Lot Essay
Bartoli studied painting with Poussin, but quickly turned his attention to engraving. As a printmaker, he documented many of the antique monuments in Rome such as the Trajan column, as well as many smaller antiquities such as coins and, in the present lot, ancient lamps. The drawings in this album were made in preparation for his set of engravings Le antiche lucerne... first published in 1691, and again in 1704 after the artist's death. The drawings in the present album are in reverse to the engravings.
Bartoli moved among a circle of artists, scholars and patrons in Rome with a deep interest in Antiquity and systematically documenting the antique artifacts that were continually being unearthed in Rome and its environs. Perhaps the best known patron is Cassiano dal Pozzo (1588-1657) whose Museo Cartaceo included innumerable drawings by various artists after antique sculpture, mosaics and monuments. Cardinal Camillo Massimi (1620-1677) was another important Roman patron of the era. Massimi, in a parallel effort to dal Pozzo's Museo Cartaceo enlisted Bartoli and the theorist Giovanni Pietro Bellori (1613-1696) to compile and publish all of the then-known ancient Roman paintings and other antiquities. The first of these publications was Le pitture antiche delle grotte di Roma e del sepolcro de' Nasonj (1680). Le antiche Lucerne sepolcrali... was published a little over a decade later.
Dr. Richard Mead (1673-1754) was an English doctor and collector of great renown. Watteau traveled to London especially to meet with Mead to see if he could treat his tuberculosis, to which he eventually succumbed. Mead acquired many works from Cardinal Massimi's heirs. While the early provenance of the present volume of drawings is not known it seems likely that Mead acquired it directly from Massimi's heirs. Mead also owned the series of drawings by Bartoli for Le pitture antiche delle grotte di Roma, e del sepolcro de'Nasonj which was kept by his family and not included in Mead's 1755 posthumous sale. It is now in the collection of the Glasgow University Library. Another volume of drawings at Windsor Castle is for the Glasgow series (see C. Pace, 'Drawings in Glasgow University Library after Roman paintings and mosaics', Papers of the British School at Rome, 47, 1979, pp. 117-55).

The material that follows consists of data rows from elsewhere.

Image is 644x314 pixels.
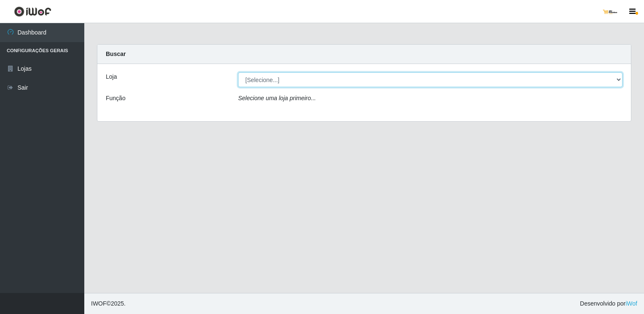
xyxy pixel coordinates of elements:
[91,300,107,307] span: IWOF
[580,300,637,308] span: Desenvolvido por
[91,300,126,308] span: © 2025 .
[106,94,126,103] label: Função
[14,6,51,17] img: CoreUI Logo
[238,95,316,101] i: Selecione uma loja primeiro...
[625,300,637,307] a: iWof
[106,50,126,57] strong: Buscar
[106,72,117,82] label: Loja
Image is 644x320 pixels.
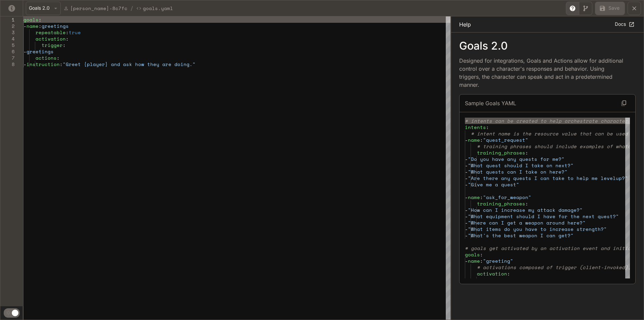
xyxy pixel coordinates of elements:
div: 2 [1,23,15,29]
span: actions [36,55,57,62]
span: # training phrases should include examples of what [477,143,627,150]
span: "ask_for_weapon" [483,194,531,201]
span: # goals get activated by an activation event and i [464,245,616,252]
span: - [464,207,467,213]
span: # intent name is the resource value that can be us [471,130,621,137]
span: instruction [27,60,60,68]
span: trigger [483,277,504,284]
span: : [63,41,66,49]
span: "How can I increase my attack damage?" [467,207,582,213]
span: : [66,29,69,36]
span: : [507,270,510,277]
span: : [480,194,483,201]
span: : [39,16,41,23]
button: Goals 2.0 [26,2,60,15]
span: / [130,4,133,12]
span: greetings [27,48,54,55]
p: Goals 2.0 [459,40,635,52]
span: trigger [41,41,63,49]
a: Docs [613,19,635,30]
span: - [464,232,467,239]
span: - [464,181,467,188]
span: "greeting" [507,277,537,284]
span: true [69,29,81,36]
span: : [39,23,41,30]
span: : [66,35,69,42]
span: - [464,175,467,182]
span: intents [464,124,486,131]
span: : [504,277,507,284]
p: Designed for integrations, Goals and Actions allow for additional control over a character's resp... [459,57,624,89]
span: - [464,219,467,226]
span: name [467,258,480,265]
span: training_phrases [477,149,525,156]
span: training_phrases [477,200,525,207]
span: Dark mode toggle [12,309,18,316]
span: # activations composed of trigger (client-invoked) [477,264,627,271]
span: "greeting" [483,258,513,265]
span: - [464,213,467,220]
span: goals [24,16,39,23]
span: goals [464,251,480,258]
span: "What items do you have to increase strength?" [467,226,607,233]
span: "Where can I get a weapon around here?" [467,219,585,226]
span: : [480,136,483,143]
button: Toggle Visual editor panel [579,2,592,15]
span: : [486,124,489,131]
span: "Greet {player} and ask how they are doing." [63,60,196,68]
span: "What's the best weapon I can get?" [467,232,573,239]
span: : [480,251,483,258]
span: "Give me a quest" [467,181,519,188]
div: 3 [1,29,15,36]
span: : [525,149,528,156]
button: Copy [617,97,630,109]
span: name [27,23,39,30]
span: : [57,55,60,62]
span: - [464,156,467,162]
span: greetings [41,23,69,30]
span: activation [477,270,507,277]
span: "Are there any quests I can take to help me level [467,175,616,182]
div: 1 [1,17,15,23]
span: - [24,60,27,68]
span: : [480,258,483,265]
p: Goals.yaml [143,5,173,12]
span: repeatable [36,29,66,36]
span: - [24,23,27,30]
div: 7 [1,55,15,61]
p: [PERSON_NAME]-8c7fc [70,5,127,12]
span: - [24,48,27,55]
span: up?" [616,175,627,182]
span: : [525,200,528,207]
div: 6 [1,48,15,55]
span: "What equipment should I have for the next quest?" [467,213,619,220]
span: "What quest should I take on next?" [467,162,573,169]
span: - [464,194,467,201]
span: # intents can be created to help orchestrate chara [464,117,616,124]
span: name [467,194,480,201]
span: : [60,60,63,68]
span: - [464,258,467,265]
span: - [464,168,467,175]
p: Sample Goals YAML [464,100,516,107]
div: 4 [1,36,15,42]
span: - [464,136,467,143]
span: name [467,136,480,143]
span: "Do you have any quests for me?" [467,156,564,162]
div: 5 [1,42,15,48]
button: Toggle Help panel [566,2,579,15]
span: "quest_request" [483,136,528,143]
span: activation [36,35,66,42]
span: - [464,162,467,169]
span: - [464,226,467,233]
span: "What quests can I take on here?" [467,168,568,175]
div: 8 [1,61,15,68]
p: Help [459,21,471,28]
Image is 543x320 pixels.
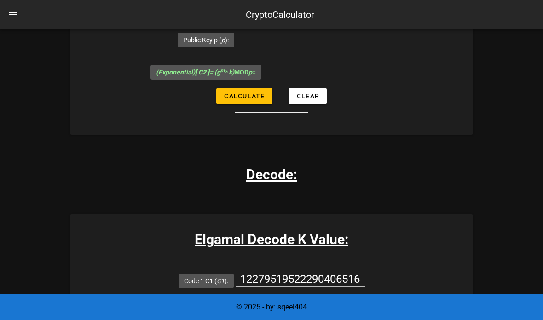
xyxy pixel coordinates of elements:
[195,69,209,76] b: [ C2 ]
[224,92,265,100] span: Calculate
[221,36,225,44] i: p
[216,88,272,104] button: Calculate
[184,277,228,286] label: Code 1 C1 ( ):
[156,69,256,76] span: MOD =
[236,303,307,311] span: © 2025 - by: sqeel404
[183,35,229,45] label: Public Key p ( ):
[289,88,327,104] button: Clear
[217,277,225,285] i: C1
[246,8,314,22] div: CryptoCalculator
[296,92,320,100] span: Clear
[70,229,473,250] h3: Elgamal Decode K Value:
[2,4,24,26] button: nav-menu-toggle
[220,68,225,74] sup: m
[248,69,252,76] i: p
[156,69,234,76] i: (Exponential) = (g * k)
[246,164,297,185] h3: Decode:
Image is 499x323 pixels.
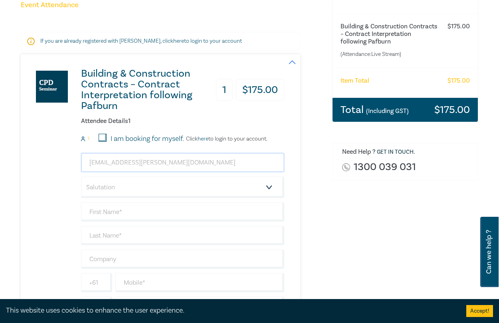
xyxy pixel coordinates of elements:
input: Last Name* [81,226,284,245]
h3: $ 175.00 [435,105,470,115]
input: Phone [115,297,284,316]
a: 1300 039 031 [354,162,416,173]
h6: Item Total [341,77,370,85]
input: Mobile* [115,273,284,292]
h3: 1 [216,79,233,101]
input: First Name* [81,203,284,222]
span: Can we help ? [485,222,493,282]
h6: Need Help ? . [342,148,472,156]
h3: Total [341,105,409,115]
img: Building & Construction Contracts – Contract Interpretation following Pafburn [36,71,68,103]
input: +61 [81,273,112,292]
h3: $ 175.00 [236,79,284,101]
button: Accept cookies [467,305,493,317]
div: This website uses cookies to enhance the user experience. [6,306,455,316]
a: Get in touch [377,149,414,156]
a: here [198,135,209,143]
p: Click to login to your account. [184,136,268,142]
small: 1 [88,136,89,142]
p: If you are already registered with [PERSON_NAME], click to login to your account [40,37,281,45]
input: Attendee Email* [81,153,284,172]
h3: Building & Construction Contracts – Contract Interpretation following Pafburn [81,68,213,111]
small: (Including GST) [366,107,409,115]
input: Company [81,250,284,269]
input: +61 [81,297,112,316]
small: (Attendance: Live Stream ) [341,50,438,58]
h5: Event Attendance [21,0,323,10]
h6: $ 175.00 [448,23,470,30]
h6: $ 175.00 [448,77,470,85]
label: I am booking for myself. [111,134,184,144]
a: here [173,38,184,45]
h6: Attendee Details 1 [81,117,284,125]
h6: Building & Construction Contracts – Contract Interpretation following Pafburn [341,23,438,46]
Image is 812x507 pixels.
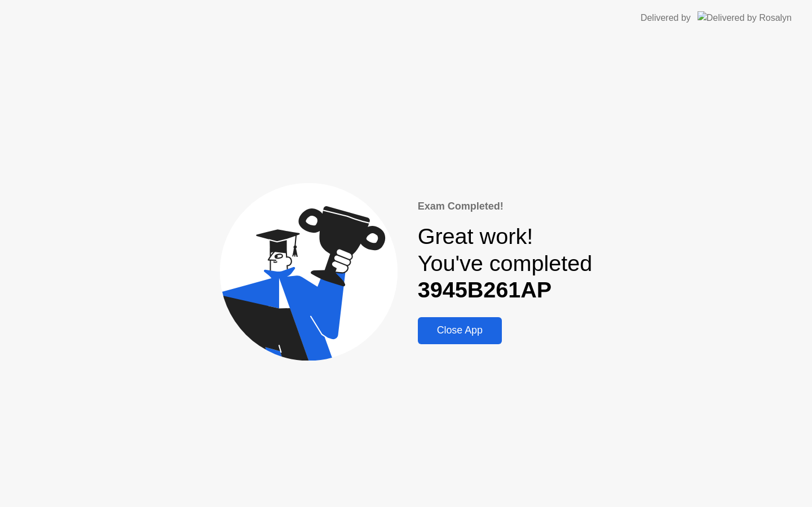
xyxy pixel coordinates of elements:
div: Great work! You've completed [418,223,592,304]
button: Close App [418,318,502,345]
div: Exam Completed! [418,199,592,214]
b: 3945B261AP [418,277,552,302]
img: Delivered by Rosalyn [697,11,791,24]
div: Close App [421,325,498,337]
div: Delivered by [641,11,690,25]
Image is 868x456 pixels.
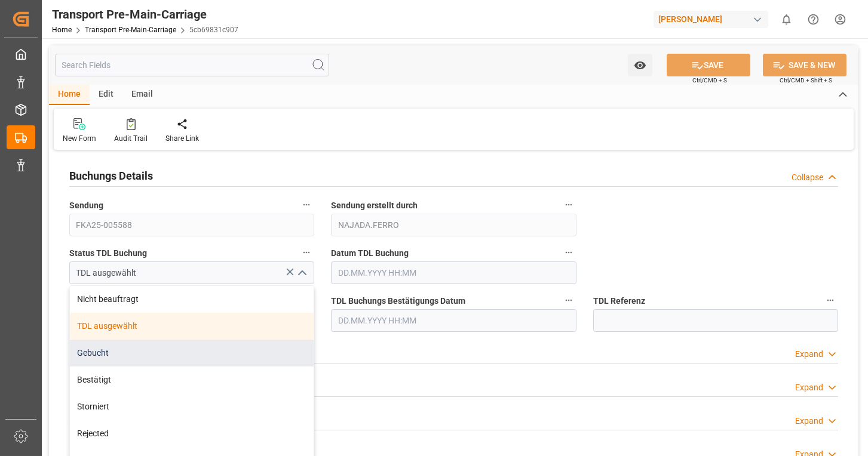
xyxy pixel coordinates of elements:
div: Bestätigt [70,367,314,394]
span: TDL Buchungs Bestätigungs Datum [331,295,466,307]
span: TDL Referenz [594,295,645,307]
button: open menu [628,54,652,76]
button: SAVE & NEW [763,54,846,76]
h2: Buchungs Details [69,168,153,184]
button: close menu [292,264,310,282]
span: Datum TDL Buchung [331,247,409,260]
div: Collapse [792,172,823,184]
div: Expand [795,415,823,427]
div: Share Link [165,133,199,144]
div: Edit [90,85,122,105]
div: Home [49,85,90,105]
span: Status TDL Buchung [69,247,147,260]
span: Ctrl/CMD + S [693,76,727,85]
div: Expand [795,348,823,360]
div: Storniert [70,394,314,420]
div: Transport Pre-Main-Carriage [52,5,239,23]
div: Expand [795,381,823,394]
button: Sendung [299,197,314,213]
span: Ctrl/CMD + Shift + S [780,76,832,85]
div: Gebucht [70,340,314,367]
a: Home [52,26,72,34]
div: Nicht beauftragt [70,286,314,313]
span: Sendung [69,200,103,212]
input: DD.MM.YYYY HH:MM [331,261,576,284]
div: Audit Trail [114,133,147,144]
button: Sendung erstellt durch [561,197,576,213]
input: Search Fields [55,54,329,76]
button: Datum TDL Buchung [561,245,576,261]
button: Status TDL Buchung [299,245,314,261]
button: TDL Buchungs Bestätigungs Datum [561,292,576,308]
button: TDL Referenz [823,292,839,308]
button: Help Center [800,6,827,33]
div: [PERSON_NAME] [654,11,768,28]
span: Sendung erstellt durch [331,200,417,212]
input: DD.MM.YYYY HH:MM [331,310,576,332]
div: Email [122,85,162,105]
button: [PERSON_NAME] [654,8,773,30]
div: New Form [63,133,96,144]
button: show 0 new notifications [773,6,800,33]
div: TDL ausgewählt [70,313,314,340]
div: Rejected [70,420,314,447]
a: Transport Pre-Main-Carriage [85,26,176,34]
button: SAVE [667,54,750,76]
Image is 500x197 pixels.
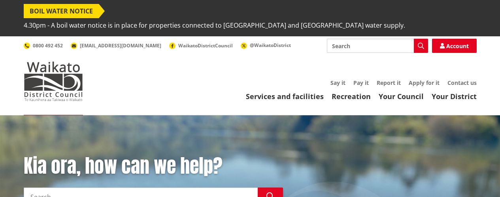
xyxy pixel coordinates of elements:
[80,42,161,49] span: [EMAIL_ADDRESS][DOMAIN_NAME]
[169,42,233,49] a: WaikatoDistrictCouncil
[241,42,291,49] a: @WaikatoDistrict
[24,155,283,178] h1: Kia ora, how can we help?
[354,79,369,87] a: Pay it
[409,79,440,87] a: Apply for it
[377,79,401,87] a: Report it
[246,92,324,101] a: Services and facilities
[24,42,63,49] a: 0800 492 452
[327,39,428,53] input: Search input
[24,4,99,18] span: BOIL WATER NOTICE
[332,92,371,101] a: Recreation
[432,39,477,53] a: Account
[33,42,63,49] span: 0800 492 452
[71,42,161,49] a: [EMAIL_ADDRESS][DOMAIN_NAME]
[448,79,477,87] a: Contact us
[432,92,477,101] a: Your District
[24,62,83,101] img: Waikato District Council - Te Kaunihera aa Takiwaa o Waikato
[178,42,233,49] span: WaikatoDistrictCouncil
[331,79,346,87] a: Say it
[379,92,424,101] a: Your Council
[250,42,291,49] span: @WaikatoDistrict
[24,18,405,32] span: 4.30pm - A boil water notice is in place for properties connected to [GEOGRAPHIC_DATA] and [GEOGR...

Bartoli moved among a circle of artists, scholars and patrons in Rome with a deep interest in Antiquity and systematically documenting the antique artifacts that were continually being unearthed in Rome and its environs. Perhaps the best known patron is Cassiano dal Pozzo (1588-1657) whose Museo Cartaceo included innumerable drawings by various artists after antique sculpture, mosaics and monuments. Cardinal Camillo Massimi (1620-1677) was another important Roman patron of the era. Massimi, in a parallel effort to dal Pozzo's Museo Cartaceo enlisted Bartoli and the theorist Giovanni Pietro Bellori (1613-1696) to compile and publish all of the then-known ancient Roman paintings and other antiquities. The first of these publications was Le pitture antiche delle grotte di Roma e del sepolcro de' Nasonj (1680). Le antiche Lucerne sepolcrali... was published a little over a decade later.
Dr. Richard Mead (1673-1754) was an English doctor and collector of great renown. Watteau traveled to London especially to meet with Mead to see if he could treat his tuberculosis, to which he eventually succumbed. Mead acquired many works from Cardinal Massimi's heirs. While the early provenance of the present volume of drawings is not known it seems likely that Mead acquired it directly from Massimi's heirs. Mead also owned the series of drawings by Bartoli for Le pitture antiche delle grotte di Roma, e del sepolcro de'Nasonj which was kept by his family and not included in Mead's 1755 posthumous sale. It is now in the collection of the Glasgow University Library. Another volume of drawings at Windsor Castle is for the Glasgow series (see C. Pace, 'Drawings in Glasgow University Library after Roman paintings and mosaics', Papers of the British School at Rome, 47, 1979, pp. 117-55).